When the khana is served
- Daily, every day: Lunch and dinner at every Thakali bhatti from Pokhara to Mustang. There is no occasion needed.
- Lhafewa (Thakali New Year, late September–October): the most ceremonial khana of the year
- Toranlha (ancestral worship): family lineage ceremonies marked with the most generous khana possible
- Trek rest days: a restorative meal after high-altitude exertion, the reason every Annapurna trekker remembers their first Thakali khana
- Family celebrations: births, weddings, home-blessing rituals
Where to eat the real thing in Nepal
- Mustang District (Thak Khola region): Tukuche and Marpha, the historic heart of Thakali territory. Small family bhattis in either village serve khana with reverent attention to authenticity. Marpha is also famous for apple brandy.
- Jomsom: the gateway to Mustang; multiple Thakali bhattis cluster around the airstrip.
- Pokhara: Thakali Bhanchha Ghar and Thakali Kitchen are reliable, family-run establishments, not as pure as a village bhatti but very good.
- Trekking routes: any bhatti along the Annapurna Circuit, Annapurna Sanctuary, or Mustang trek run by a Thakali family will serve a proper khana. Ask the lodge owner if they are Thakali. If yes, order the khana and skip the menu.
- Kathmandu: Thakali restaurants in Thamel, Lazimpat, and Jhamsikhel. Quality varies; the family-run places are the best.
Building the khana in your own kitchen
A full Thakali khana is a weekend project the first time you attempt it, and a relaxing Sunday lunch after that. Most components scale comfortably for four to six people.
A weekend timeline:
- Day before: Soak the lentils for the daal. Make the gundruk ko jhol (or just the dry gundruk side). Whisk a fresh batch of yogurt for dahi.
- Day of, 2 hours before: Start the khasi ko masu or chicken gravy, slow stews need time. Get the daal simmering.
- 45 minutes before: Cook the rice. Make the aalu cauli or whichever tarkari you chose.
- 15 minutes before: Quickly sauté the saag. Bloom the sukuti in hot mustard oil with chili. Crisp the papad.

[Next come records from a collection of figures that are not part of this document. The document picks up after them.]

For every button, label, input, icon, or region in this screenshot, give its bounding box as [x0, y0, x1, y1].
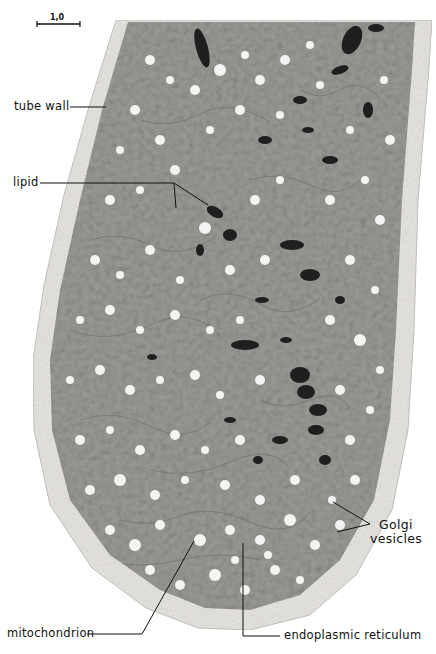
label-vesicles: vesicles — [370, 532, 422, 545]
label-lipid: lipid — [13, 176, 39, 189]
label-golgi: Golgi — [379, 518, 413, 531]
label-endoplasmic-reticulum: endoplasmic reticulum — [284, 629, 421, 642]
label-mitochondrion: mitochondrion — [7, 627, 94, 640]
cytoplasm-region — [50, 22, 415, 610]
scale-bar-label: 1,0 — [50, 13, 64, 22]
label-tube-wall: tube wall — [14, 100, 69, 113]
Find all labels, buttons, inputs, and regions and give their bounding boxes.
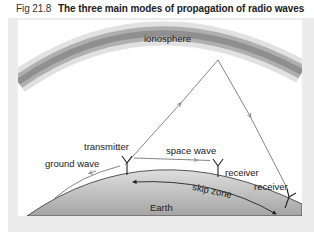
figure-title: The three main modes of propagation of r… bbox=[58, 3, 304, 14]
space-wave bbox=[134, 158, 210, 161]
receiver-label-1: receiver bbox=[225, 168, 259, 178]
space-wave-label: space wave bbox=[166, 146, 216, 156]
transmitter-antenna-icon bbox=[122, 156, 132, 175]
ground-wave-label: ground wave bbox=[45, 159, 99, 169]
figure-number: Fig 21.8 bbox=[16, 3, 51, 14]
earth-label: Earth bbox=[150, 203, 173, 213]
receiver-label-2: receiver bbox=[254, 182, 288, 192]
transmitter-label: transmitter bbox=[84, 142, 129, 152]
ionosphere-label: ionosphere bbox=[144, 34, 191, 44]
figure-caption: Fig 21.8 The three main modes of propaga… bbox=[16, 3, 304, 14]
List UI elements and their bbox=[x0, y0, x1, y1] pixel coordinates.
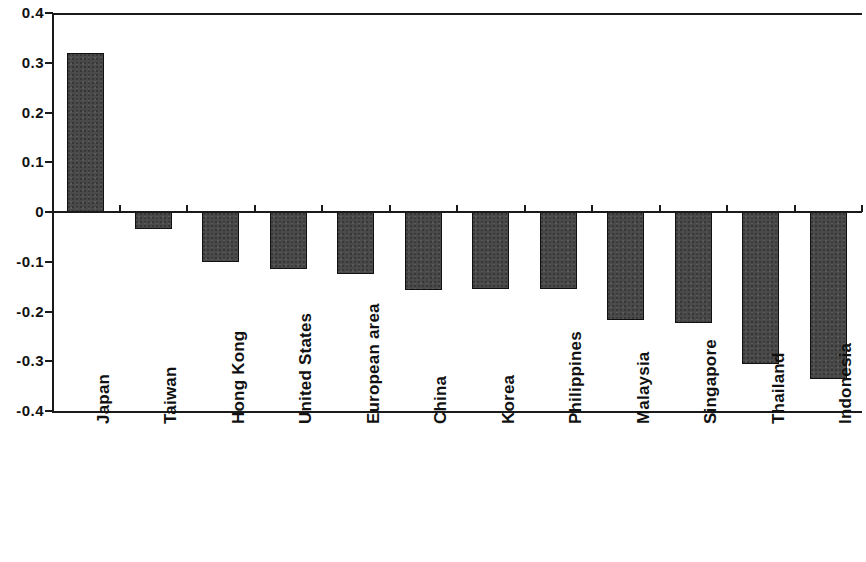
bar bbox=[540, 212, 577, 289]
x-axis-tick-mark bbox=[389, 205, 391, 212]
x-axis-category-label: Philippines bbox=[567, 331, 584, 424]
bar bbox=[472, 212, 509, 289]
x-axis-category-label: Malaysia bbox=[635, 352, 652, 424]
x-axis-category-label: Thailand bbox=[770, 353, 787, 425]
x-axis-tick-mark bbox=[861, 205, 863, 212]
x-axis-tick-mark bbox=[794, 205, 796, 212]
bar-chart: 0.40.30.20.10-0.1-0.2-0.3-0.4 JapanTaiwa… bbox=[0, 0, 866, 562]
x-axis-tick-mark bbox=[524, 205, 526, 212]
bar bbox=[675, 212, 712, 323]
x-axis-category-label: China bbox=[432, 376, 449, 424]
x-axis-category-label: Taiwan bbox=[162, 366, 179, 424]
y-axis-tick-label: -0.3 bbox=[0, 353, 44, 368]
x-axis-category-label: Hong Kong bbox=[230, 331, 247, 424]
bar bbox=[135, 212, 172, 229]
bar bbox=[405, 212, 442, 290]
x-axis-category-label: United States bbox=[297, 313, 314, 424]
x-axis-tick-mark bbox=[659, 205, 661, 212]
x-axis-tick-mark bbox=[591, 205, 593, 212]
x-axis-category-label: Indonesia bbox=[837, 343, 854, 424]
x-axis-tick-mark bbox=[321, 205, 323, 212]
x-axis-tick-mark bbox=[119, 205, 121, 212]
y-axis-tick-label: 0.3 bbox=[0, 55, 44, 70]
y-axis-tick-label: 0.2 bbox=[0, 105, 44, 120]
x-axis-category-label: Korea bbox=[500, 375, 517, 424]
bar bbox=[67, 53, 104, 212]
x-axis-category-label: Singapore bbox=[702, 339, 719, 424]
y-axis-tick-label: -0.2 bbox=[0, 304, 44, 319]
x-axis-tick-mark bbox=[726, 205, 728, 212]
bar bbox=[742, 212, 779, 364]
y-axis-tick-label: -0.1 bbox=[0, 254, 44, 269]
bar bbox=[337, 212, 374, 274]
bar bbox=[202, 212, 239, 262]
y-axis-tick-label: 0 bbox=[0, 204, 44, 219]
x-axis-category-label: European area bbox=[365, 303, 382, 424]
y-axis-tick-label: 0.4 bbox=[0, 5, 44, 20]
x-axis-category-label: Japan bbox=[95, 374, 112, 424]
bar bbox=[270, 212, 307, 269]
plot-top-border bbox=[52, 13, 862, 15]
y-axis-line bbox=[52, 13, 54, 413]
x-axis-tick-mark bbox=[254, 205, 256, 212]
x-axis-tick-mark bbox=[456, 205, 458, 212]
x-axis-tick-mark bbox=[186, 205, 188, 212]
y-axis-tick-label: 0.1 bbox=[0, 154, 44, 169]
y-axis-tick-label: -0.4 bbox=[0, 403, 44, 418]
bar bbox=[607, 212, 644, 320]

- At the table: Arrange everything on the largest plates you own, with rice in the center. Open a beer (Tuborg if you want to be authentic, the most-poured beer in any Thakali bhatti). Refill the rice and daal generously. Take your time.
The philosophy
A Thakali khana is not about excess, it is about sufficiency met with joy. In the harsh, high-altitude world where the Thakali live, food is neither taken for granted nor scarce. It is abundant, varied, and respectful to the grains, animals, and earth that produced it. When you eat a khana at 8,600 feet in Marpha, served by a host whose family has lived in that village for thirty generations, you are not just eating lunch. You are participating in a centuries-old negotiation between humans and one of the most demanding environments on earth, and the meal is the proof that the negotiation has been won, again, today.